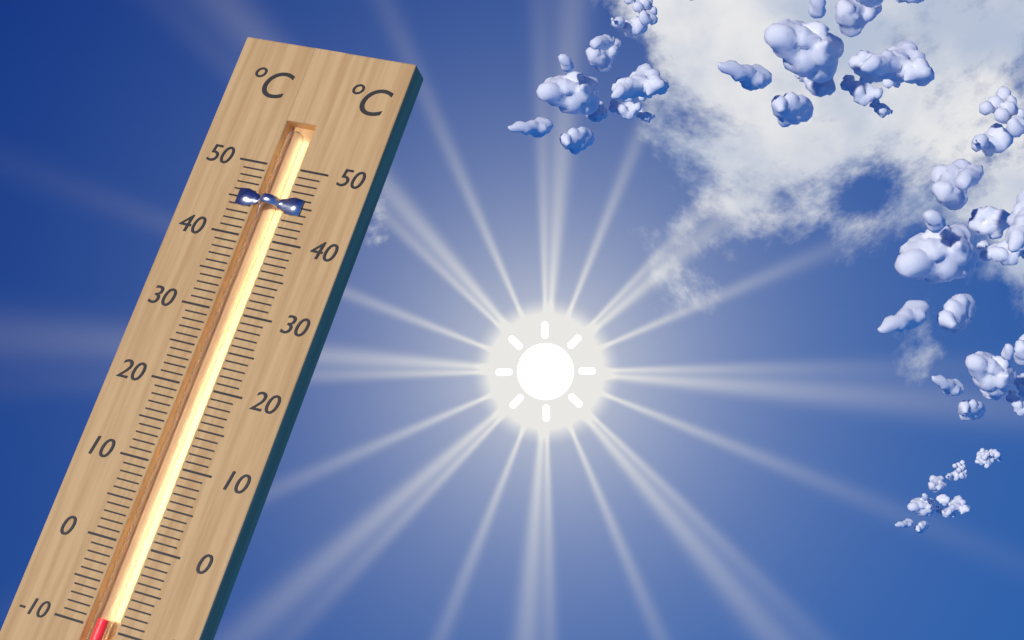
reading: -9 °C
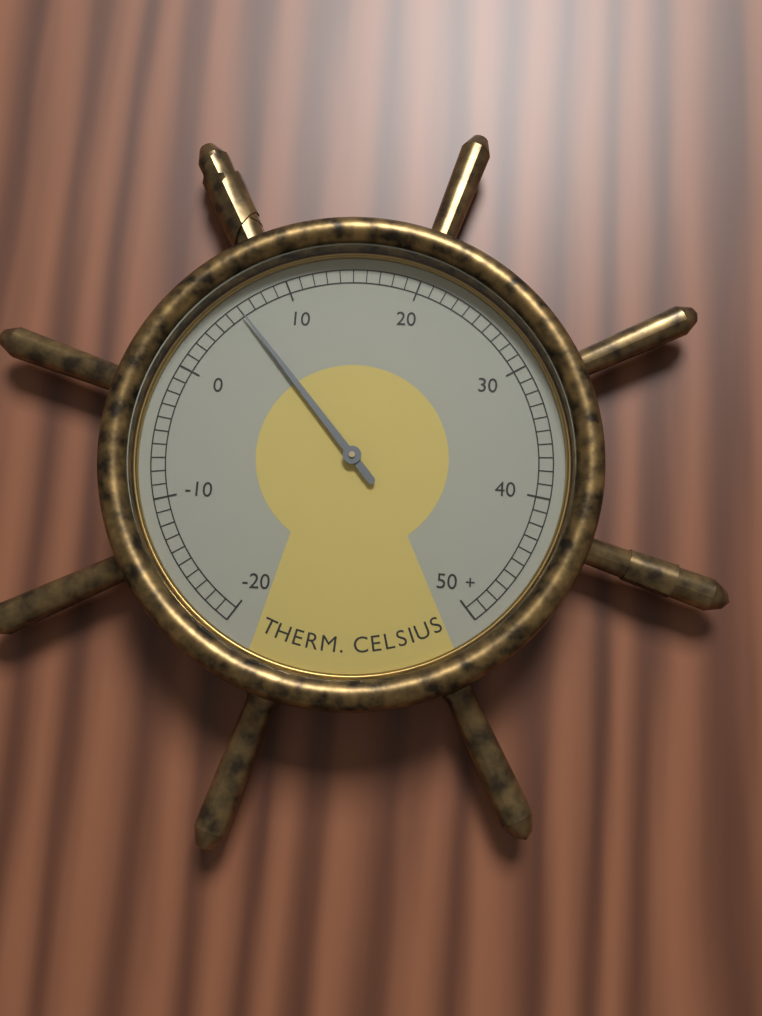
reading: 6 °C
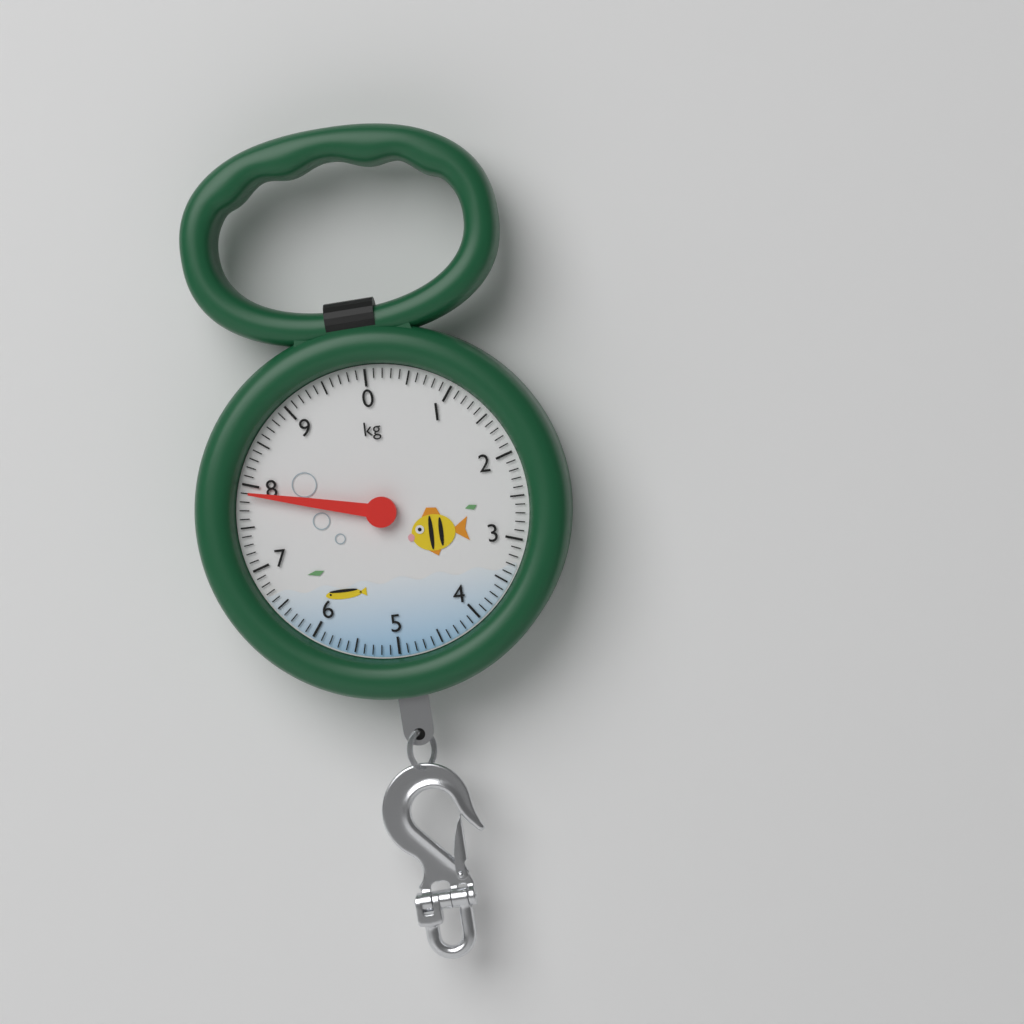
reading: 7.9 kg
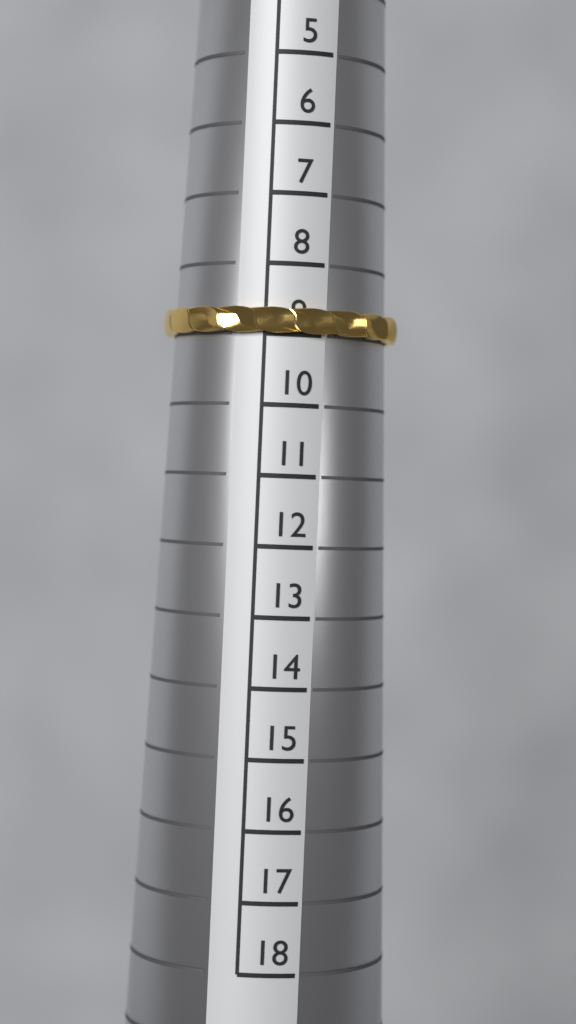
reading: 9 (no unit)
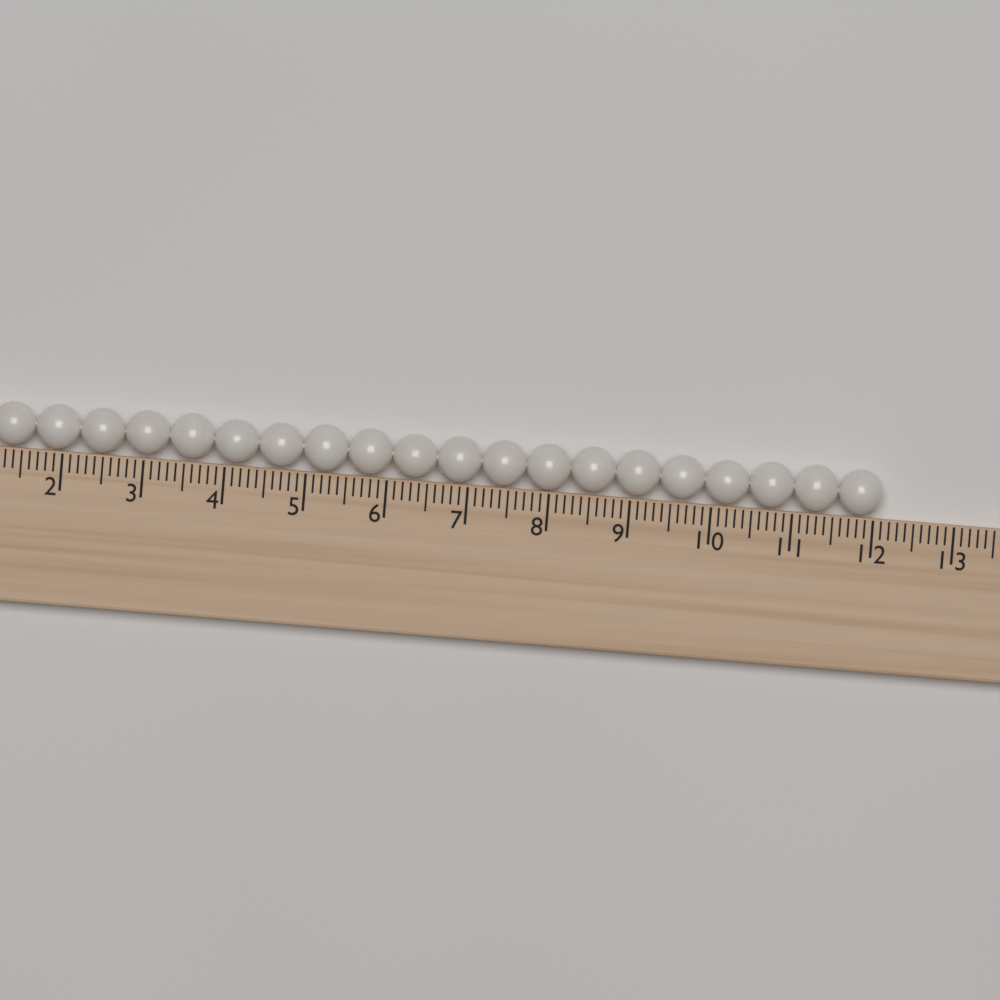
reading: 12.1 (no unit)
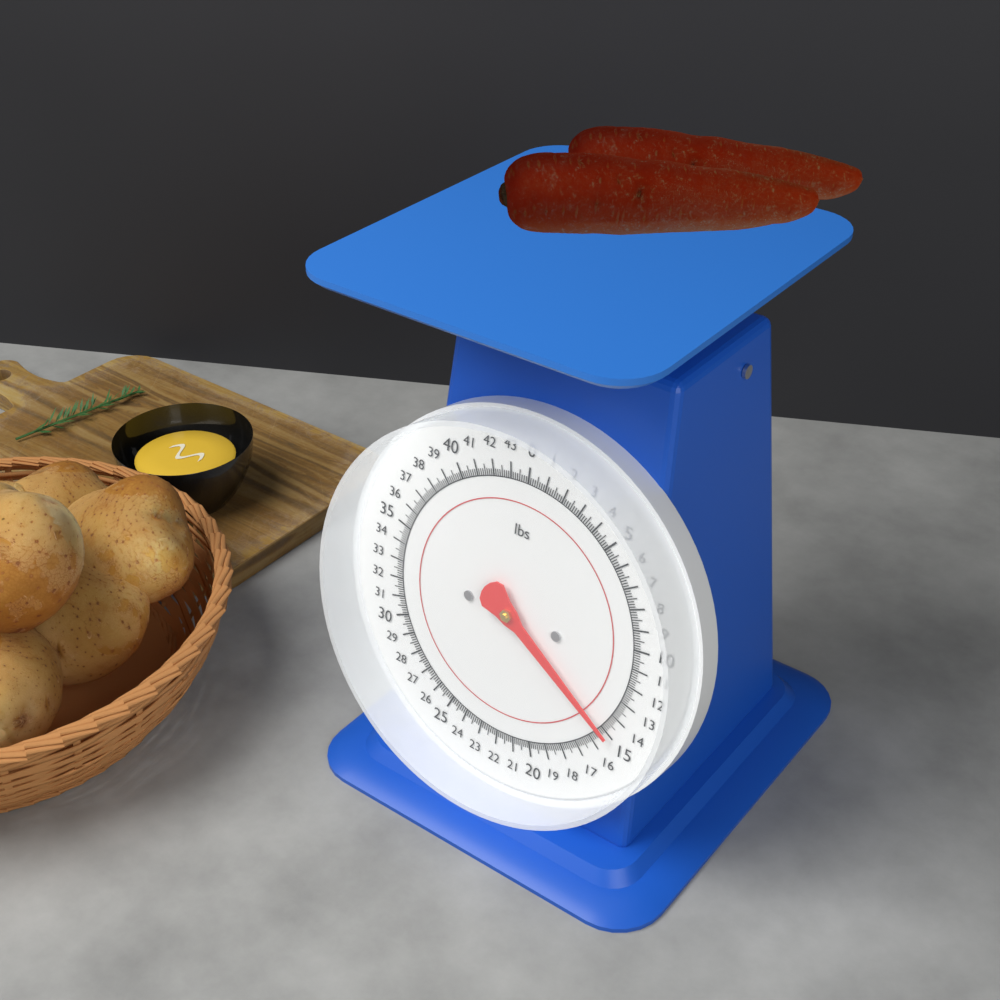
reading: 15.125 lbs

══════════

With the images excluded, all entries are to be given again exactly.

Answer box
reading: -9 °C
reading: 6 °C
reading: 7.9 kg
reading: 9 (no unit)
reading: 12.1 (no unit)
reading: 15.125 lbs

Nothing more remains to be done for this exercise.